Now, as it happens, while the Wisconsin case involves a redistricting that strongly favors the Republicans (although only at the state legislative district level), the Maryland redistricting under scrutiny Wednesday favors the Democrats. The Democratic leadership in the state drew the congressional district lines to make it more difficult for the GOP to prevail in one of the two traditionally Republican congressional districts in the state. The result is that today just one of Maryland's eight members of Congress is a Republican.

The bottom line is it could be that optics are part of the reason the court added a second partisan gerrymandering case to its docket, so that in one case, the Republicans could prevail, and in the other, the Democrats could.

Equal protection or free speech?

There are other differences between the two cases. The Maryland challengers object to only one district's design, while the Wisconsin challengers object to the whole state's redistricting. That said, drawing new lines for one district, would, of necessity, have ripple effects, changing the lines in others.



Another difference is the major legal argument. The Wisconsin challengers argue that extreme gerrymandering deprived Democratic Party voters of the equal protection of the law guaranteed by the Constitution, while the Maryland challengers contend that the gerrymander there deprives Republicans of their First Amendment rights by making their speech, their votes, less valuable. But each of these arguments feeds into the other. And statistical analyses suggest that each argument, if adopted, would produce pretty much the same results.

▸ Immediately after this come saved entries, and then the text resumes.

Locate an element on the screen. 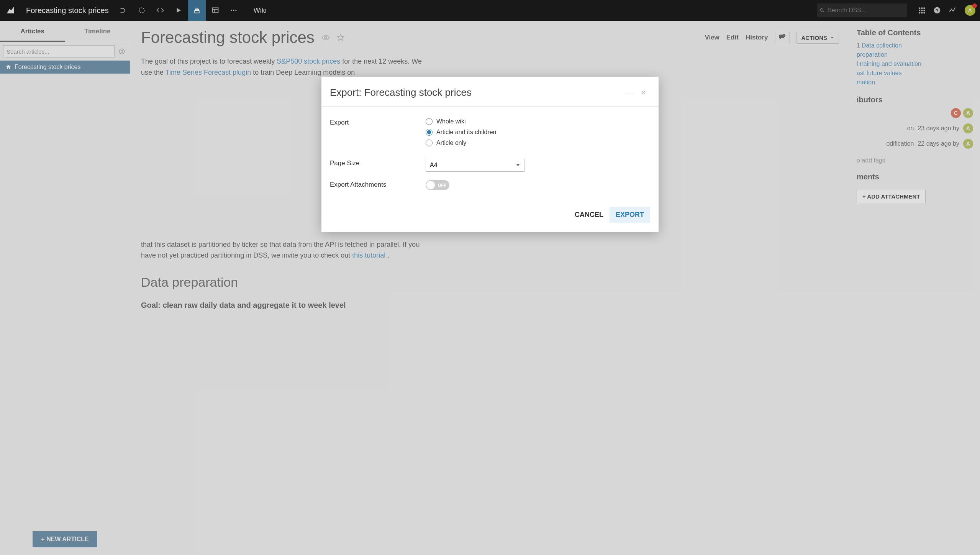 This screenshot has height=555, width=980. radio-article-only: Article only is located at coordinates (538, 143).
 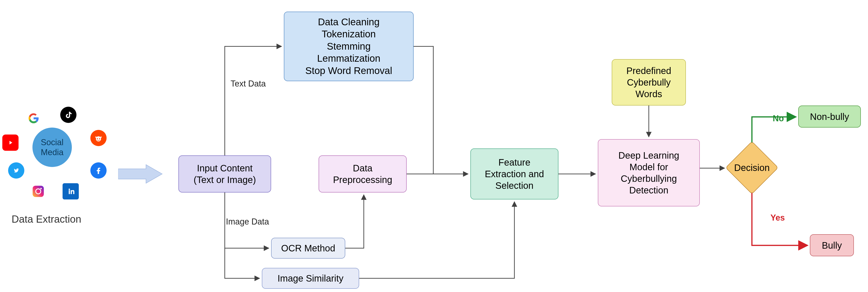 What do you see at coordinates (68, 115) in the screenshot?
I see `tiktok-icon` at bounding box center [68, 115].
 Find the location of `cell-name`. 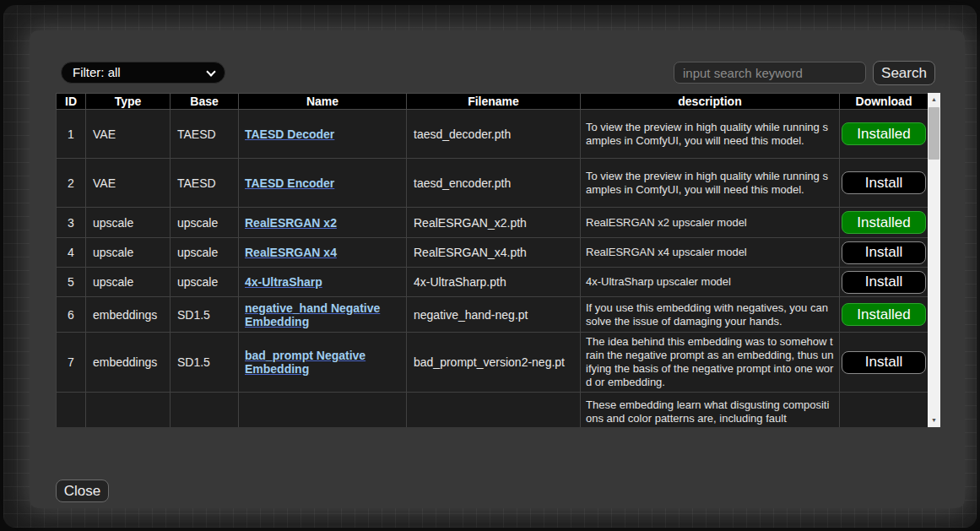

cell-name is located at coordinates (322, 410).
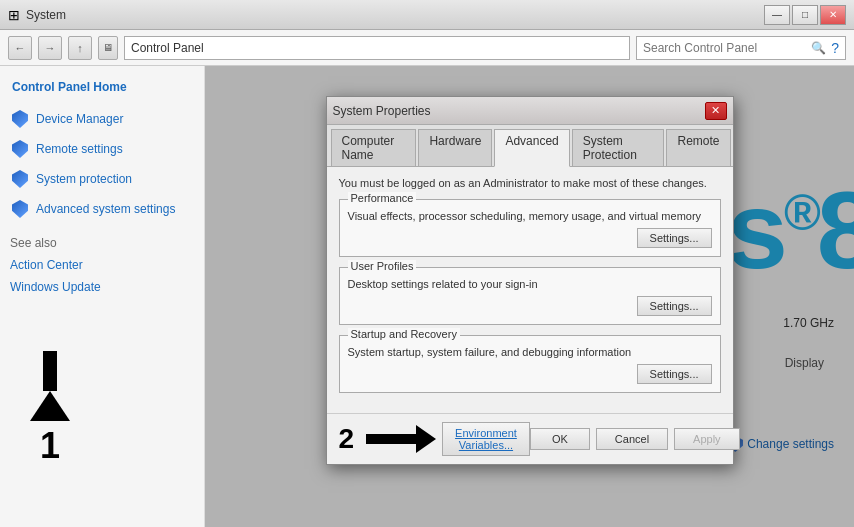 The image size is (854, 527). What do you see at coordinates (674, 238) in the screenshot?
I see `performance-settings-button: Settings...` at bounding box center [674, 238].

The First Amendment argument, however, appeals, in particular, to the justice whose vote is likely to decide the case, Justice Anthony Kennedy. In 2004, he provided the fifth vote for the court staying out of partisan gerrymandering cases, but he made it clear that he remained open to finding a way to measure what is unconstitutional gerrymandering based on party and he specifically mentioned the First Amendment notion that government action cannot punish people based on partisan affiliation.


Election expert Rick Hasen, of the University of California, Irvine, said that Kennedy, 81, knows he will not be on the court forever.

"It's put-up-or-shut-up time," Hasen said. "Either he's going to say, 'We've got to start policing this' or he has to recognize that what is going to happen in the next round in 2020 is going to look a lot worse than in this round, that it's going to be no-holds-barred, squeeze out whatever you can, in favor of your party and against the other party."

Act III of this drama? Well, that is likely to come in June when the Supreme Court finishes writing it.